Grothe, who had endured a Christian education, saw that the world view he was exposed to was a coherent but inconsistent one. He explained that by saying that everything fit neatly within the edifice into one seamless whole. But if one pulled out a single brick, the entire structure began to collapse. Perhaps that is why those who dwell within such enclosures fight so hard to keep everything changeless and secure… ignoring any doubt-wrought cracks that might appear. He also quipped that there is nothing like a religious education to make one an atheist, if one examines the doctrines objectively, with an inquiring mind.

One attendee of our meeting asked how the more fundamentalist Christians view the liberal religionists. Grothe said they perceive them as polluting the word of God under the influence of—you guessed it—secular humanists. The word humanist itself became a negative epithet only in the last twenty years, whereas it used to denote a more progressive connotation while still not being seen as so utterly atheistic.

Our presenter talked about the benefits of taking the higher ground in discussions with religionists. The more effective strategy is one of dialog rather than attack. One cannot open minds when one’s arguments cause the defensive walls to come up. He spoke too of how rabble- rousers will often break things loose and shake things up, but what is called for in the aftermath is a cooler approach. Someone who could be be one’s neighbor is more endearing and approachable than the full out flaming atheist, telling the believers how absurd they are.

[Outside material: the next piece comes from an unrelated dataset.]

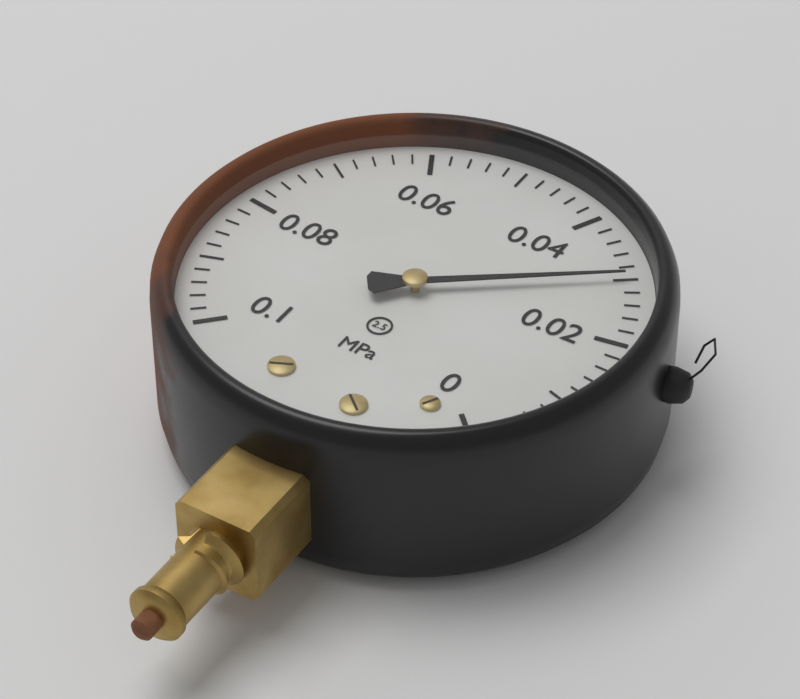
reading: 0.030 MPa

Grothe talked about organizing campus groups of a humanist nature, speaking from experience in his work with the Campus Freethought Alliance. He talked, in this capacity, about other controversial organizations and their level of success, including gay groups. As a gay man himself, he has been nonplussed by other gays trying so hard to get the churches to accept them, comparing it to blacks trying to get the KKK to embrace them. But he also noted that liberal religious churches have been more supportive of gay rights. He, like our last presenters who were gay, stated that “coming out” as an atheist was far more troubling for others than in admitting his homosexual orientation. He said that the best approach for getting a controversial group started is not to be seen as a supplanting force to the established institutions but rather be seen as an attractive, viable new one. He noted too that humanist organizations do not have to be partisan, calling upon examples from CFIs staff who come from various political ideologies. Just getting speakers to come on campuses to present ideas that are new and potentially mind expanding to students is a good way to expose them to different ways of looking at things. Cherished beliefs can be challenged without a confrontational setting or format, mitigating the natural defense mechanisms.

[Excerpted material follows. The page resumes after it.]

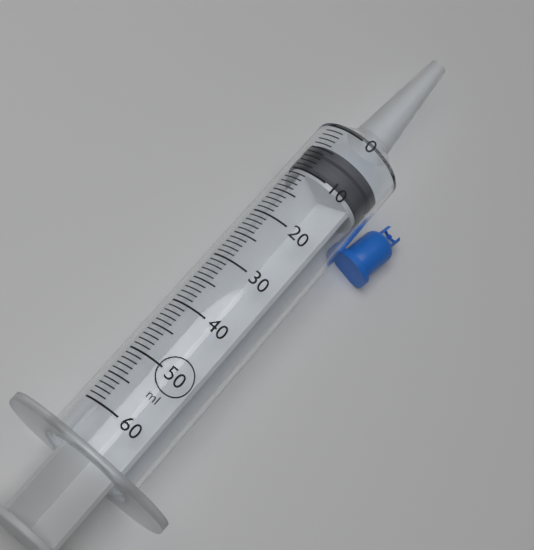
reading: 4 ml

Regarding fringe science and alternative medicine, he spoke of how, sadly, one can get accreditation in Therapeutic Touch (waving hands over people to smooth out their auras) and how the journals from CFI are the only ones addressing these issues head on, consistently, and challenging claims that are presented without scientific review having ever been done on them.

The fundamentalist approach to ideas that run counter to their beliefs is avoidance and shielding their young people from alternate ways of thinking about the world. Grothe encourages people to actually critically examine their sacred texts and compare them to other religious texts. Even if it does not cause the individual to become an apostate, he might have a more tolerant view of other religions or at least have better reasons for believing as he does—not just a mindless automatic perpetuation of the religious views of the authority figures around him. He said that Mormonism is a fascinating study since it is so relatively new. One can more readily see how it developed than with the ancient mythologies. With regards to Islam, Grothe noted that it never went through a Reformation or a period where it was pitted against Enlightenment ideas, so it has only been in recent years that critical Qur’ranic examination has been done by courageous individuals who could bring a fatwa upon themselves if found out.

“Perhaps more than any other movement, humanism expresses the outlook and values of the modern world.” Paul Kurtz.